Not to sound like the head of the Christopher Nolan Appreciation Society (again), but then, if the guy continues to direct films I really rather massively appreciate, I hardly have a choice, or do I?
Anyway, a few notes on all the things I loved about this particular example for the fact you can indeed make a high budget mainstream Hollywood SF movie that is neither desperately stupid nor full of dishonest bathos (*cough* Gravity *cough*). Not that Interstellar is afraid of writing its feelings big; it does however put a lot of effort into coming by them the honest way, which is to say, by actually building the characters and themes these emotions spring from with great care, and consequently to great effect.
For my tastes, Interstellar is one among a rather small number of earnest-minded big SF movies that also manage to get the balance right between visionary aspirations, a sober view of the way the universe works, and a deeply human(ist) yearning for humanity to be or become more than just mere cogs in a mechanist system. And although this sort of thing of course always threatens to dissolve into an aspirational speech on how great humanity is because it is capable of love (this is after all a film that posits love as a transcendent force as real and built into the universe itself as gravity), the film doesn’t forget that its humanity also is a highly destructive force, at best straining to follow those impulses that transcend the evolutionary struggle for survival. It’s just not all there is; and – even though I’m philosophically a wee bit more pessimistic about humanity as such or love’s grand place in the universe outside the human heart – I really prefer this to the Cold Equations we use as an excuse not to become any better than we are.
That the film is as convincing as it is does of course also have a lot to do with some excellent and nuanced performances, with Jessica Chastain’s grown-up Murph and Matthew McConaughey’s Cooper being able to carry the film’s more problematic scenes through their difficulties. It’s also difficult to praise Nolan’s direction too much, I think. The organic way the plot’s emphasis shifts from Cooper’s plotline to Murph’s, mirroring the film’s thoughts about the connection between the big Out There and the Down Here, using the parallels between their parts of the plot until they unite again in the best way possible. It’s all excellent stuff.
And of course, it’s pretty needless to even mention the quality of the effects, or Hans Zimmer’s score, and so on, because in these more technical aspects, mainstream Hollywood is always dependable. Yet even in the times of the intelligent superhero movie, it’s still not quite often enough that these technical powers stand in service of a film actually worth the effort and the huge amounts of money thrown at it as to not mention this at all.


What needs to be done.
Set down all of the entries precisely as they were written.

[[ Task data, beginning ]]

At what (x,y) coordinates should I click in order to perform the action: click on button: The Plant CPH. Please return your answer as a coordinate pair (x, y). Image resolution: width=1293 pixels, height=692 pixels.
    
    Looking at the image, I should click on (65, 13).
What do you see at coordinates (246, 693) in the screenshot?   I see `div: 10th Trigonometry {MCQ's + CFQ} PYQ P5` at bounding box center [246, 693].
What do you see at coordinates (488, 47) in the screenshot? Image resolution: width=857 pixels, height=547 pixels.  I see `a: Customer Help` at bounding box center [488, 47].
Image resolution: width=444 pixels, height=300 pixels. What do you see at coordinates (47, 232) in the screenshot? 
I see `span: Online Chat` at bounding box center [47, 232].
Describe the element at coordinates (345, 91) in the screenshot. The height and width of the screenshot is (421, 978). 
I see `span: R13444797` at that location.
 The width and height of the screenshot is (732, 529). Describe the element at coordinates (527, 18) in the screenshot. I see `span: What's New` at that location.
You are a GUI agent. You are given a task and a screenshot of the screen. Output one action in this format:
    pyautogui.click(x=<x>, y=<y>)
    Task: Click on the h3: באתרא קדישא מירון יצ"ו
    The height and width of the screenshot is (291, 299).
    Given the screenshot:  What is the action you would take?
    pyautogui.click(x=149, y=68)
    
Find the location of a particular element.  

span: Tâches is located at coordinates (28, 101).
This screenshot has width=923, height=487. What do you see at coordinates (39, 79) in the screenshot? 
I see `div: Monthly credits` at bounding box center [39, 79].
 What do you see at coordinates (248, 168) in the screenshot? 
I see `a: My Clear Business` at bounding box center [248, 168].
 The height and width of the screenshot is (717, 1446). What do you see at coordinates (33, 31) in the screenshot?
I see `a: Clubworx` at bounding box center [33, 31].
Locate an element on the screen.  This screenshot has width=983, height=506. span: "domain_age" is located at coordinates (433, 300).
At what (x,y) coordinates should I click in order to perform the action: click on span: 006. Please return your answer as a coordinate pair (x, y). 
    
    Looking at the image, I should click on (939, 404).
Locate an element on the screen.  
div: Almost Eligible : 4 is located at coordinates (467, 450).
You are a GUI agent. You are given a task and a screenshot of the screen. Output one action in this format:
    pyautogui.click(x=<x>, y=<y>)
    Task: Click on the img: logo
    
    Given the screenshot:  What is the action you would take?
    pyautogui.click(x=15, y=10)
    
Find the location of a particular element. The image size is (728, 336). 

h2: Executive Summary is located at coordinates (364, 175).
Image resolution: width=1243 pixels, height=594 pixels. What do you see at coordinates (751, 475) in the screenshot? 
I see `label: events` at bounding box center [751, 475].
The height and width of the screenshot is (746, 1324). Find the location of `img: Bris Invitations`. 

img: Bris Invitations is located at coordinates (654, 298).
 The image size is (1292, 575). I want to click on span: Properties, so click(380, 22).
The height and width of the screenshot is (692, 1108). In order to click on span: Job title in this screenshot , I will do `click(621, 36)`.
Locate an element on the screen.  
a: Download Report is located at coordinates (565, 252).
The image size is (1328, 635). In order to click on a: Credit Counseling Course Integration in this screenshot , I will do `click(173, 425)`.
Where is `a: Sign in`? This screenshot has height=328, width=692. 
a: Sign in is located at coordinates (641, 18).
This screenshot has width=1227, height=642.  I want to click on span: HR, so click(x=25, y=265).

[[ Task data, end ]]

Response to this task.
At what (x,y) coordinates should I click in order to perform the action: click on button: The Plant CPH. Please return your answer as a coordinate pair (x, y). Image resolution: width=1293 pixels, height=692 pixels.
    
    Looking at the image, I should click on (65, 13).
What do you see at coordinates (246, 693) in the screenshot?   I see `div: 10th Trigonometry {MCQ's + CFQ} PYQ P5` at bounding box center [246, 693].
What do you see at coordinates (488, 47) in the screenshot? Image resolution: width=857 pixels, height=547 pixels.  I see `a: Customer Help` at bounding box center [488, 47].
Image resolution: width=444 pixels, height=300 pixels. What do you see at coordinates (47, 232) in the screenshot? 
I see `span: Online Chat` at bounding box center [47, 232].
Describe the element at coordinates (345, 91) in the screenshot. The height and width of the screenshot is (421, 978). 
I see `span: R13444797` at that location.
 The width and height of the screenshot is (732, 529). Describe the element at coordinates (527, 18) in the screenshot. I see `span: What's New` at that location.
You are a GUI agent. You are given a task and a screenshot of the screen. Output one action in this format:
    pyautogui.click(x=<x>, y=<y>)
    Task: Click on the h3: באתרא קדישא מירון יצ"ו
    The height and width of the screenshot is (291, 299).
    Given the screenshot:  What is the action you would take?
    pyautogui.click(x=149, y=68)
    
Find the location of a particular element.  

span: Tâches is located at coordinates (28, 101).
This screenshot has width=923, height=487. What do you see at coordinates (39, 79) in the screenshot? 
I see `div: Monthly credits` at bounding box center [39, 79].
 What do you see at coordinates (248, 168) in the screenshot? 
I see `a: My Clear Business` at bounding box center [248, 168].
 The height and width of the screenshot is (717, 1446). What do you see at coordinates (33, 31) in the screenshot?
I see `a: Clubworx` at bounding box center [33, 31].
Locate an element on the screen.  This screenshot has width=983, height=506. span: "domain_age" is located at coordinates (433, 300).
At what (x,y) coordinates should I click in order to perform the action: click on span: 006. Please return your answer as a coordinate pair (x, y). 
    
    Looking at the image, I should click on (939, 404).
Locate an element on the screen.  
div: Almost Eligible : 4 is located at coordinates (467, 450).
You are a GUI agent. You are given a task and a screenshot of the screen. Output one action in this format:
    pyautogui.click(x=<x>, y=<y>)
    Task: Click on the img: logo
    
    Given the screenshot:  What is the action you would take?
    pyautogui.click(x=15, y=10)
    
Find the location of a particular element. The image size is (728, 336). 

h2: Executive Summary is located at coordinates (364, 175).
Image resolution: width=1243 pixels, height=594 pixels. What do you see at coordinates (751, 475) in the screenshot? 
I see `label: events` at bounding box center [751, 475].
The height and width of the screenshot is (746, 1324). Find the location of `img: Bris Invitations`. 

img: Bris Invitations is located at coordinates (654, 298).
 The image size is (1292, 575). I want to click on span: Properties, so click(380, 22).
The height and width of the screenshot is (692, 1108). In order to click on span: Job title in this screenshot , I will do `click(621, 36)`.
Locate an element on the screen.  
a: Download Report is located at coordinates (565, 252).
The image size is (1328, 635). In order to click on a: Credit Counseling Course Integration in this screenshot , I will do `click(173, 425)`.
Where is `a: Sign in`? This screenshot has height=328, width=692. 
a: Sign in is located at coordinates (641, 18).
This screenshot has width=1227, height=642.  I want to click on span: HR, so click(x=25, y=265).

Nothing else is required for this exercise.